Intelligent CIO Europe Issue 92 | Page 37

FEATURE: PROACTIVE SECURITY of shipping and supporting software are no longer fit for purpose. The challenge is to balance speed, stability, and scale, without compromising the reliability customers and regulators expect.
Businesses leaders must see their IT systems and software as central to their success, and this means CIOs must move beyond reactive IT firefighting and take a proactive, strategic approach to software delivery.
The fallout of digital downtime
Recent outages have shown that increasing downtime is not isolated to a single sector. Across industries, UK enterprises face mounting scrutiny over digital reliability. Outside of retail, the banking industry has seen over 800 hours of unplanned outages among major banks alone, which is the equivalent of more than 33 days of unplanned tech and systems outages over the last two years.
While the root causes of these disruptions varied, they all revealed the same uncomfortable truth – the fragility of deeply interconnected IT systems and how quickly they can unravel during a crisis.
As UK enterprises deepen their digital infrastructure, system reliability has become inseparable from brand reputation, and a critical KPI that now defines CIOs’ success. These disruptions don’ t just impact businesses bottom line, they also damage customer trust and business continuity across the sector. When IT systems are so interconnected, even standard software feature rollouts can become risky deployments without the right standards in place.
The hidden cost to tech teams tech teams specifically, the time spent in reactive, crisis mode may also have an impact on rollout of standard features, monitoring and management as usual. Business must have proactive plans in place for tech teams to be able to manage safe feature rollout, and ensure day-to-day activity can continue as usual even during the worst moments.
Here, maintaining resilient systems is not only about keeping systems online, but also protecting the team’ s ability to move forward without sacrificing on quality or security.
CIOs are facing mounting pressure to innovate
At the same time, CIOs today are under more pressure than ever to drive innovation for enterprises.
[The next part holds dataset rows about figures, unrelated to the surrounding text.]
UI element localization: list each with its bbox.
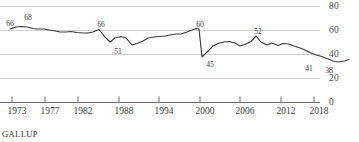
x-tick-1988: 1988 xyxy=(115,106,134,116)
x-tick-2006: 2006 xyxy=(236,106,255,116)
x-axis-ticks xyxy=(12,97,314,103)
point-label-2009: 52 xyxy=(254,27,262,36)
x-tick-2000: 2000 xyxy=(196,106,215,116)
point-label-1990: 66 xyxy=(97,20,105,29)
x-tick-1982: 1982 xyxy=(74,106,93,116)
x-tick-2012: 2012 xyxy=(277,106,296,116)
y-tick-40: 40 xyxy=(329,49,339,59)
union-approval-line xyxy=(10,27,349,63)
x-tick-1994: 1994 xyxy=(155,106,174,116)
point-label-1975: 68 xyxy=(24,13,32,22)
y-tick-0: 0 xyxy=(329,97,334,107)
x-tick-1977: 1977 xyxy=(41,106,60,116)
y-tick-60: 60 xyxy=(329,25,339,35)
point-label-2000: 60 xyxy=(196,20,204,29)
point-label-2016: 41 xyxy=(305,64,313,73)
source-attribution: GALLUP xyxy=(2,129,38,139)
gallup-line-chart: 80 60 40 20 0 1973 1977 1982 1988 1994 2… xyxy=(0,0,359,142)
x-tick-2018: 2018 xyxy=(310,106,329,116)
x-axis-line-group xyxy=(0,97,320,103)
point-label-1973: 66 xyxy=(6,19,14,28)
x-tick-1973: 1973 xyxy=(8,106,27,116)
y-tick-80: 80 xyxy=(329,1,339,11)
point-label-1994: 51 xyxy=(114,47,122,56)
point-label-2002: 45 xyxy=(206,60,214,69)
point-label-2018: 38 xyxy=(325,66,333,75)
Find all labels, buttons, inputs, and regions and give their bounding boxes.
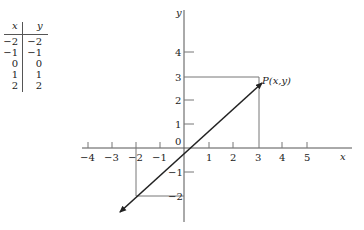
- x-tick-label: 4: [279, 152, 285, 163]
- x-tick-label: −2: [128, 152, 143, 163]
- x-tick-label: −3: [104, 152, 119, 163]
- y-tick-label: 3: [175, 72, 181, 83]
- x-tick-label: 3: [255, 152, 261, 163]
- x-tick-label: 1: [206, 152, 212, 163]
- x-tick-label: 5: [304, 152, 310, 163]
- x-ticks: [88, 142, 307, 148]
- point-p-label: P(x,y): [261, 75, 291, 86]
- y-tick-label: −1: [168, 167, 183, 178]
- x-tick-label: −4: [80, 152, 95, 163]
- coordinate-graph: y x 0 −4 −3 −2 −1 1 2 3 4 5 4 3 2 1 −1 −…: [0, 0, 364, 230]
- x-axis-label: x: [340, 151, 346, 162]
- y-tick-label: 4: [175, 47, 181, 58]
- y-tick-label: −2: [168, 191, 183, 202]
- y-tick-label: 2: [175, 95, 181, 106]
- origin-label: 0: [175, 136, 181, 147]
- y-ticks: [184, 52, 194, 172]
- x-tick-label: −1: [152, 152, 167, 163]
- y-axis-label: y: [175, 7, 182, 18]
- y-tick-label: 1: [175, 119, 181, 130]
- x-tick-label: 2: [230, 152, 236, 163]
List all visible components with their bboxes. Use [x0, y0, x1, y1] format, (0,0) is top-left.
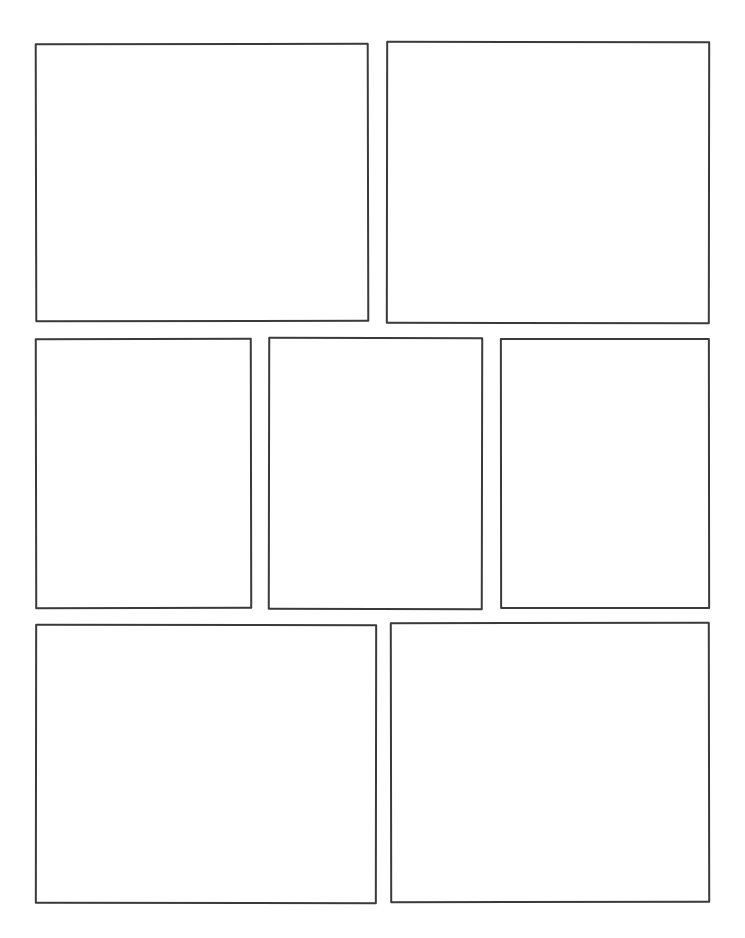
panel-1-interior[interactable]	[37, 45, 368, 321]
comic-panel-1[interactable]	[35, 43, 370, 323]
panel-2-interior[interactable]	[388, 43, 708, 322]
panel-6-interior[interactable]	[37, 626, 375, 902]
comic-panel-5[interactable]	[500, 338, 710, 609]
panel-3-interior[interactable]	[37, 340, 250, 607]
comic-panel-2[interactable]	[386, 41, 710, 324]
comic-panel-7[interactable]	[390, 622, 710, 904]
comic-panel-4[interactable]	[268, 337, 483, 610]
comic-panel-6[interactable]	[35, 624, 377, 904]
comic-page	[0, 0, 745, 938]
panel-7-interior[interactable]	[392, 624, 708, 901]
panel-5-interior[interactable]	[502, 340, 708, 607]
panel-4-interior[interactable]	[270, 339, 481, 608]
comic-panel-3[interactable]	[35, 338, 252, 609]
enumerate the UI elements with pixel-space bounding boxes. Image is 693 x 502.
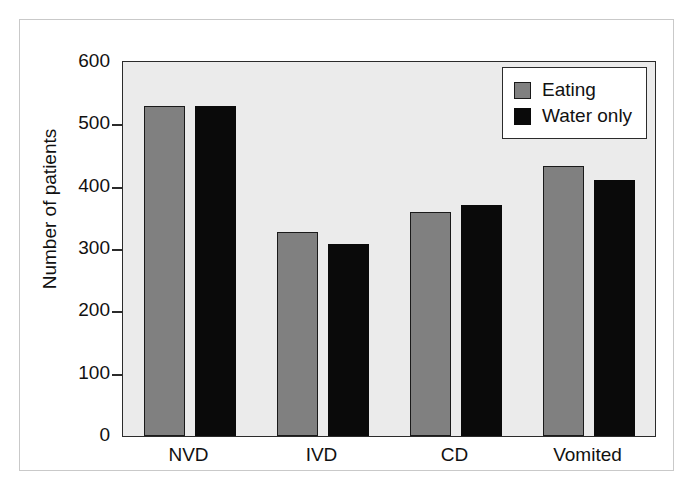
chart-legend: EatingWater only [502,67,647,139]
y-axis-tick-mark [112,124,123,126]
y-axis-tick-label: 400 [54,175,110,197]
bar-vomited-eating [543,166,584,436]
y-axis-tick-mark [112,187,123,189]
y-axis-tick-mark [112,249,123,251]
y-axis-tick-label: 200 [54,299,110,321]
bar-cd-water-only [461,205,502,436]
legend-item-label: Eating [542,79,596,101]
legend-swatch-icon [514,82,531,99]
legend-item-water-only: Water only [514,103,632,129]
y-axis-tick-label: 0 [54,424,110,446]
bar-ivd-eating [277,232,318,436]
y-axis-tick-label: 100 [54,362,110,384]
y-axis-tick-label: 300 [54,237,110,259]
legend-item-label: Water only [542,105,632,127]
bar-vomited-water-only [594,180,635,436]
y-axis-tick-label: 500 [54,112,110,134]
bar-ivd-water-only [328,244,369,436]
legend-swatch-icon [514,108,531,125]
bar-cd-eating [410,212,451,436]
bar-nvd-eating [144,106,185,436]
legend-item-eating: Eating [514,77,632,103]
x-axis-tick-label-vomited: Vomited [508,444,668,466]
y-axis-tick-mark [112,311,123,313]
y-axis-tick-label: 600 [54,50,110,72]
y-axis-tick-mark [112,374,123,376]
bar-nvd-water-only [195,106,236,436]
figure-root: Number of patients 0100200300400500600 N… [0,0,693,502]
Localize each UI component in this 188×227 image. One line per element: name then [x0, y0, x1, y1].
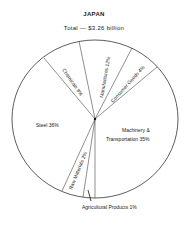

The explosion of AI is forcing CIOs to consider how, and even if they should embed AI into their company models. Many are looking to integrate AI directly into product launches and existing systems. This can increase the surface area for threats, requiring more monitoring tools, and potentially leaving businesses more vulnerable to ransomware attacks. This adds further uncertainty for CIOs, at a time when there is pressure to prove ROI from any AI investment.
Against this backdrop, CIOs must reimagine how software is shipped and supported. Customers are constantly demanding innovation and new features from apps and websites, which can add pressure to IT teams striving to deliver optimal experiences. Daily, regular and ongoing software releases are crucial for everyday updates, through to testing and improving digital products and services. If not prioritised, feature rollouts could well be the cause of a future outage if a deployment goes wrong.
The moment something goes down, engineering and operations teams are thrust into crisis mode. For CIOs, this leads to mounting technical debt and deteriorating morale. Innovation takes a backseat as developers are forced to solve fallout from the disruption.
Tech teams are on the frontline during these moments, and any‘ business as usual’ activity is pushed to the sidelines to jump into what are usually rapidly evolving, reactive situations to mitigate as much damage as possible. As our global systems are increasingly interconnected, tech teams are also more vulnerable.
There are several wider impacts of these more frequent, unpredictable periods of downtime. In the immediate term, customers might be unable to fulfil purchases and orders; and this can lead to knock on damage to businesses’ reputation and bottom line. For
For the teams planning and rolling out software updates, resilience and reliability is key to avoid a business

ULTIMATELY, CIOS MUST PRIORITISE FLEXIBILITY AND SECURITY DURING UNCERTAIN TIMES, AND THIS SHOULD EXTEND TO THEIR FEATURE ROLLOUT

STRATEGIES.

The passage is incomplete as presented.